The heat-related death toll this summer is likely to climb with unprecedented temperatures. California’s latest record-breaking heat wave apparently claimed a life Saturday in one of the state’s prisons, where temperatures were reportedly in the high 90s indoors.
Expect more “predictable and preventable” prisoner heat-deaths this summer, say UCLA medical anthropologists Bharat Venkat and Nicholas Shapiro. Shapiro studies carceral ecologies, and Venkat, director of the UCLA Heat Lab, studies extreme heat and inequality. With the state of California recently approving indoor heat protections that specifically exclude prisons, closing more prisons and jails is the humane solution, say Shapiro and Venkat:
- Venkat: “Incarcerated people in California are amongst the most vulnerable to heat-related illnesses, injuries and deaths.”
- Shapiro: “A recent study found that California is in the top three states to pose heat risks to incarcerated people. These deaths are predictable and preventable, and the solution will save taxpayers money and free up money to invest in communities that have been historically marginalized.”
- Venkat: “Last summer was the hottest on record, and this one might prove even hotter. The danger of heat in California’s prisons and jails is undeniable. Incarcerated people are especially susceptible to extreme heat for several reasons, including the locations of jails and prisons, the way they’re built, their general lack of air conditioning and ventilation, the prevalence among prisoners of health conditions that heat can worsen, and the use of psychiatric drugs that exacerbate the consequences of heat.”
- Venkat: “Heat-related deaths definitely happen in California prisons, and I’d expect more to happen this summer. We don't have great data on heat-related deaths in California prisons for a variety of reasons, including how deaths in prison are accounted for, as well as the way heat is often discounted as a cause or contributing factor when someone has a heart attack or stroke, for example. But recent work has shown that there is an association between increasing temperatures, multi-day heatwaves and an increase in mortality amongst incarcerated people.”
- Shapiro: “We’d prefer the known risks were mitigated rather than us having to count bodies to muster political action.”
Media are encouraged to quote from Shapiro and Venkat’s comments, or to reach out on these and other environmental topics for additional context, research and analysis from UCLA climate experts. Venkat and Shapiro also authored a piece on the need for inmate heat protections in Monday’s Los Angeles Times: Opinion: California will finally have indoor heat standards for workplaces — with a cruel exception.
Shapiro is a UCLA assistant professor in the Institute for Society and Genetics. He studies carceral ecologies, chemical contamination and climate change, and his recent research into so-called “forever chemicals” found that drinking water in U.S. prisons have dangerously high PFAS levels. In addition to directing the UCLA Heat Lab, Venkat is an associate professor at UCLA with joint appointments in the Institute for Society and Genetics, History and Anthropology. He can comment on the dangers of heat to the human body, whether in prisons, the Olympics, or food trucks.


> _WHAT YOU NEED TO DO_
Please retype the records below exactly, omitting any images.

> _EXTRACTED RECORDS_

·····

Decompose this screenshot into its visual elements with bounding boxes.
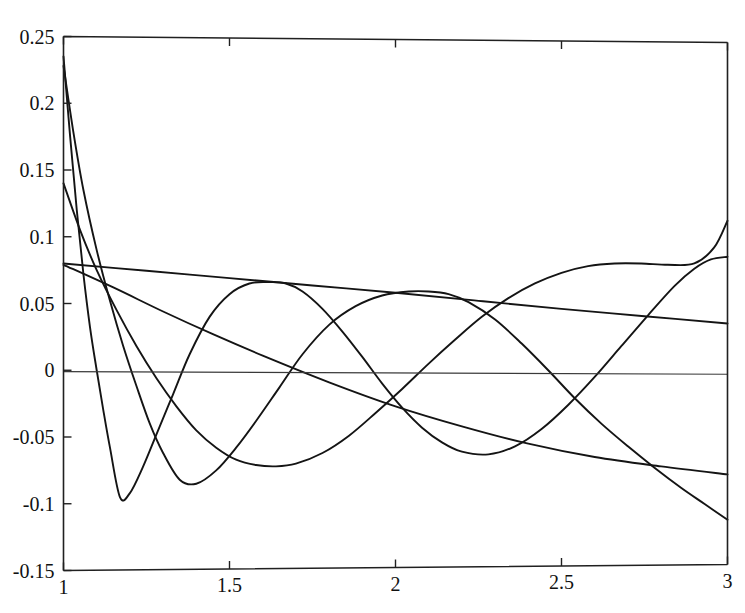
y-tick-label: -0.15 <box>13 559 55 582</box>
y-tick-label: 0.1 <box>30 225 55 248</box>
series-line-curve-3 <box>64 183 728 466</box>
axis-frame <box>64 37 728 571</box>
y-tick-label: 0.25 <box>20 25 55 48</box>
x-tick-label: 1 <box>59 576 69 599</box>
axis-frame-path <box>64 37 728 571</box>
series-line-zero-line <box>64 372 728 375</box>
curves-group <box>64 57 728 520</box>
series-line-curve-1 <box>64 57 728 501</box>
y-tick-label: 0.05 <box>20 292 55 315</box>
y-tick-label: -0.05 <box>13 426 55 449</box>
y-tick-label: 0 <box>45 359 55 382</box>
series-line-curve-5 <box>64 265 728 475</box>
y-tick-label: 0.2 <box>30 92 55 115</box>
axis-ticks <box>64 37 728 571</box>
figure-container: 0.250.20.150.10.050-0.05-0.1-0.15 11.522… <box>0 0 745 613</box>
x-tick-label: 2.5 <box>549 571 574 594</box>
x-tick-label: 1.5 <box>217 574 242 597</box>
chart-canvas <box>0 0 745 613</box>
x-tick-label: 2 <box>391 573 401 596</box>
y-tick-label: 0.15 <box>20 159 55 182</box>
series-line-curve-4 <box>64 263 728 323</box>
x-tick-label: 3 <box>723 570 733 593</box>
y-tick-label: -0.1 <box>23 492 55 515</box>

·····

> _COMPLETED TASK_
Decompose this screenshot into its visual elements with bounding boxes.
y-tick-label: -0.15 <box>13 559 55 582</box>
y-tick-label: 0.1 <box>30 225 55 248</box>
series-line-curve-3 <box>64 183 728 466</box>
axis-frame <box>64 37 728 571</box>
y-tick-label: 0.25 <box>20 25 55 48</box>
x-tick-label: 1 <box>59 576 69 599</box>
axis-frame-path <box>64 37 728 571</box>
series-line-zero-line <box>64 372 728 375</box>
curves-group <box>64 57 728 520</box>
series-line-curve-1 <box>64 57 728 501</box>
y-tick-label: 0.05 <box>20 292 55 315</box>
y-tick-label: -0.05 <box>13 426 55 449</box>
y-tick-label: 0 <box>45 359 55 382</box>
series-line-curve-5 <box>64 265 728 475</box>
y-tick-label: 0.2 <box>30 92 55 115</box>
axis-ticks <box>64 37 728 571</box>
figure-container: 0.250.20.150.10.050-0.05-0.1-0.15 11.522… <box>0 0 745 613</box>
x-tick-label: 2.5 <box>549 571 574 594</box>
x-tick-label: 1.5 <box>217 574 242 597</box>
chart-canvas <box>0 0 745 613</box>
x-tick-label: 2 <box>391 573 401 596</box>
y-tick-label: 0.15 <box>20 159 55 182</box>
series-line-curve-4 <box>64 263 728 323</box>
x-tick-label: 3 <box>723 570 733 593</box>
y-tick-label: -0.1 <box>23 492 55 515</box>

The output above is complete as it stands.